Adventure in the Unknown Interior of America

Rhetoric of Empire
The white man's burden, darkest Africa, the seduction of the primitive: such phrases were widespread in the language Western empires used to talk about their colonial enterprises. How this language itself served imperial purposes--and how it survives today in writing about the Third World--are the subject of David Spurr's book, a revealing account of the rhetorical strategies that have defined Western thinking about the non-Western world.Despite historical differences among British, French, and American versions of colonialism, their rhetoric had much in common. The Rhetoric of Empire identifies these shared features—images, figures of speech, and characteristic lines of argument—and explores them in a wide variety of sources. A former correspondent for the United Press International, the author is equally at home with journalism or critical theory, travel writing or official documents, and his discussion is remarkably comprehensive. Ranging from T. E. Lawrence and Isak Dineson to Hemingway and Naipaul, from Time and the New Yorker to the National Geographic and Le Monde, from journalists such as Didion and Sontag to colonial administrators such as Frederick Lugard and Albert Sarraut, this analysis suggests the degree to which certain rhetorical tactics penetrate the popular as well as official colonial and postcolonial discourse. Finally, Spurr considers the question: Can the language itself—and with it, Western forms of interpretation--be freed of the exercise of colonial power? This ambitious book is an answer of sorts. By exposing the rhetoric of empire, Spurr begins to loosen its hold over discourse about—and between—different cultures.

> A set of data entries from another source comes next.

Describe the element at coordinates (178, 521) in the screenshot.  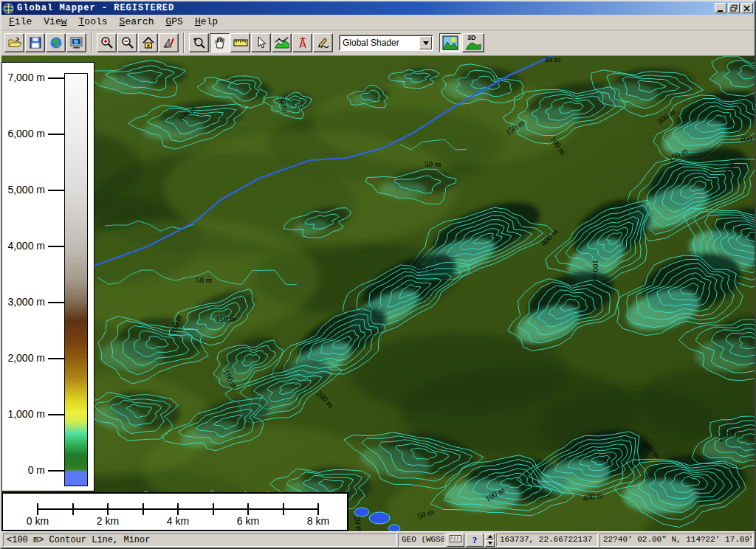
I see `scale-label: 4 km` at that location. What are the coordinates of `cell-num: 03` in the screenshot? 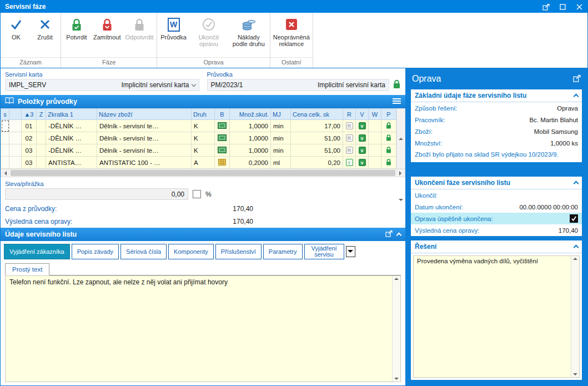 It's located at (29, 163).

a potter named Maria Martinez
Maria Montoya Martinez (1881 in San Ildefonso Pueblo, New Mexico – July 20, 1980 in San Ildefonso Pueblo, New Mexico) was a Native American artist who created internationally known pottery. Martinez (born Maria Antonia Montoya), her husband Julian, and other family members examined traditional Pueblo pottery styles and techniques to create pieces which reflect the Pueblo people’s legacy of fine artwork and crafts.

Momaday
Navarre Scott Momaday (born February 27, 1934) is a Kiowa-Cherokee writer from Oklahoma, New Mexico, and Arizona.Momaday's novel House Made of Dawn led to the breakthrough of Native American literature into the mainstream. It was awarded the Pulitzer Prize for Fiction in 1969.

Santa Fe Trail
The Santa Fe Trail was a 19th-century transportation route through central North America that connected Missouri with Santa Fe, New Mexico. Pioneered in 1822 by William Becknell, it served as a vital commercial and military highway until the introduction of the railroad to Santa Fe in 1880. At first an international trade route between the United States and Mexico, it was the 1846 U.S. invasion route of New Mexico during the Mexican–American War.
Treaty of Guadeloupe Hildago

Lew Wallace

Lewis "Lew" Wallace (April 10, 1827 – February 15, 1905) was a lawyer, governor, Union geral in the American Civil War, American statesman and author, best remembered for his historical novel Ben-Hur: A Tale of the Christ.

D.H. Lawrence in Taos

Harvey Girls
In 1883, unhappy with his customers' deplorable behavior toward his predominantly black service staff (who often carried firearms to protect themselves) and the business it cost him, Harvey implemented a policy of hiring only female waitresses. He sought out single, well-mannered, and educated ladies, and placed ads in newspapers throughout the east coast and midwest for "young women, 18 to 30 years of age, of good character, attractive and intelligent".

Sisters of Chairy

Chatauqua Movement

The Woman at Ottewi Crossing

History of Witchcraft in the Southwest

Turquoise Trail

No comments:

Post a Comment

Thank you for your comment. It is much appreciated.